I’ve also made the switch from win10. There are a lot of “small” things that add up. The constant nag messages. Updates. Start menu ads. That was mist of it on Win10. I’ve had some experience in win11 at work, and I can say the new UI is abysmal (honestly I couldn’t care less about the UI as far as look/textures go, but one thing I can’t stand is slow animations for every little thing. If I open the start menu, I want it open as soon as I press the keyboard button, not 0.5s later. When I snap a window, I don’t need 0.5s of my life wasted on watching the “beautiful” animation. I just want it on half the screen instantly. Whenewer I close a window, I don’t want to have it fade out and distract me, I want it either gone or a popup asking me wether to save, discard or cancel show as soon as I tried to close the window. I want the Control panel back. I knew how to use it, and navigating menus wasn’t animated to consume 0.5s for every screen change. The animations were what pushed me away the most. I assume you can turn the off, but I never bothered since I changed computers often and would just rather put up with it rather than spend time tweaking each and every computer I wanted to use. The UI is why I don’t like win11, and the MS requirement is why I won’t let it touch my computer.
I have to say, switching to Linux was very frustrating as I had to google every little thing and most sites are filled with ad garbage even with uBlock on Firefox turned in with most of the lists, so that was frustrating. But now, after just under 2 years of Linux use, I can say the switch has paid great dividends. I can do a lot of menial tasks much faster (highlights are fike conversion with ffmpeg, combining PDFs with pdfunite, navigating folders using cd and tab completion (I’m the type to have a lot of folders in one parent directory to whkch I know the names, so typing the name is faster than looking for it manuakly and clicking on it), not to mention all the programs I used that are on Linux open 3-5 times faster.
Another big quality of life improvement are updates - updating apt packages with one command and Flatpaks with another, not having to reboot while doing it and not having programs prompt for updates individually is all something I never knew was possible before switching over. Linux has really impressed me with how well it works and how much of a laid back attitude it resembles, as opposed to the whiny Windows forcing its will upon you with its updates, ads and bloat.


=== Prompt ===
Below are records to write out again, exactly as they read.

=== Collected data entries ===
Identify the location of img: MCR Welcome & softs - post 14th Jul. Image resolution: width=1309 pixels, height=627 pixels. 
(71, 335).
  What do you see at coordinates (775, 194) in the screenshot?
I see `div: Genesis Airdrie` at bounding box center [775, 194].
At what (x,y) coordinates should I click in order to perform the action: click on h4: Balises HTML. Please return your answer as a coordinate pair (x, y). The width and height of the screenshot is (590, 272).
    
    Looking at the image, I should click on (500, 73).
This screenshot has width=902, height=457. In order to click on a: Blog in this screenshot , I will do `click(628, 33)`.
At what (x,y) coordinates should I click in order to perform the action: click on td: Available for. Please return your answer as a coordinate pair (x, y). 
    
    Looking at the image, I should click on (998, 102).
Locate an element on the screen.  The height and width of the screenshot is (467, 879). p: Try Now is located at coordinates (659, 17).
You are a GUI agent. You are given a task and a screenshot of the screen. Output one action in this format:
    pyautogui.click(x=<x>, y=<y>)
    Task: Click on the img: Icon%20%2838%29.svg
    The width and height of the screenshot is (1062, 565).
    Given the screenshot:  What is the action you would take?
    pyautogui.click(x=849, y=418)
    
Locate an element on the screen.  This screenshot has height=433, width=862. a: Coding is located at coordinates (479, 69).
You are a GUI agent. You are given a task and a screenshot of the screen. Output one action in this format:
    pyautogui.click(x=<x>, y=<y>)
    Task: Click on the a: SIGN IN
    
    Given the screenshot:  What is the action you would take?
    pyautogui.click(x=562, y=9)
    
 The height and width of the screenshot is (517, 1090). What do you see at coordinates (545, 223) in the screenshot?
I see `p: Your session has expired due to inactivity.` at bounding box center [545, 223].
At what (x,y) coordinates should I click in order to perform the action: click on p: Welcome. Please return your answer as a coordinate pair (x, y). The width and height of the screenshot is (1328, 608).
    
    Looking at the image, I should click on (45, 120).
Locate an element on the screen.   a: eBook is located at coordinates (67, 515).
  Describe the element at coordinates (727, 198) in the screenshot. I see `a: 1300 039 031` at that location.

=== Problem solution ===
Identify the location of img: MCR Welcome & softs - post 14th Jul. Image resolution: width=1309 pixels, height=627 pixels. 
(71, 335).
  What do you see at coordinates (775, 194) in the screenshot?
I see `div: Genesis Airdrie` at bounding box center [775, 194].
At what (x,y) coordinates should I click in order to perform the action: click on h4: Balises HTML. Please return your answer as a coordinate pair (x, y). The width and height of the screenshot is (590, 272).
    
    Looking at the image, I should click on (500, 73).
This screenshot has width=902, height=457. In order to click on a: Blog in this screenshot , I will do `click(628, 33)`.
At what (x,y) coordinates should I click in order to perform the action: click on td: Available for. Please return your answer as a coordinate pair (x, y). 
    
    Looking at the image, I should click on (998, 102).
Locate an element on the screen.  The height and width of the screenshot is (467, 879). p: Try Now is located at coordinates (659, 17).
You are a GUI agent. You are given a task and a screenshot of the screen. Output one action in this format:
    pyautogui.click(x=<x>, y=<y>)
    Task: Click on the img: Icon%20%2838%29.svg
    The width and height of the screenshot is (1062, 565).
    Given the screenshot:  What is the action you would take?
    pyautogui.click(x=849, y=418)
    
Locate an element on the screen.  This screenshot has height=433, width=862. a: Coding is located at coordinates (479, 69).
You are a GUI agent. You are given a task and a screenshot of the screen. Output one action in this format:
    pyautogui.click(x=<x>, y=<y>)
    Task: Click on the a: SIGN IN
    
    Given the screenshot:  What is the action you would take?
    pyautogui.click(x=562, y=9)
    
 The height and width of the screenshot is (517, 1090). What do you see at coordinates (545, 223) in the screenshot?
I see `p: Your session has expired due to inactivity.` at bounding box center [545, 223].
At what (x,y) coordinates should I click in order to perform the action: click on p: Welcome. Please return your answer as a coordinate pair (x, y). The width and height of the screenshot is (1328, 608).
    
    Looking at the image, I should click on (45, 120).
Locate an element on the screen.   a: eBook is located at coordinates (67, 515).
  Describe the element at coordinates (727, 198) in the screenshot. I see `a: 1300 039 031` at that location.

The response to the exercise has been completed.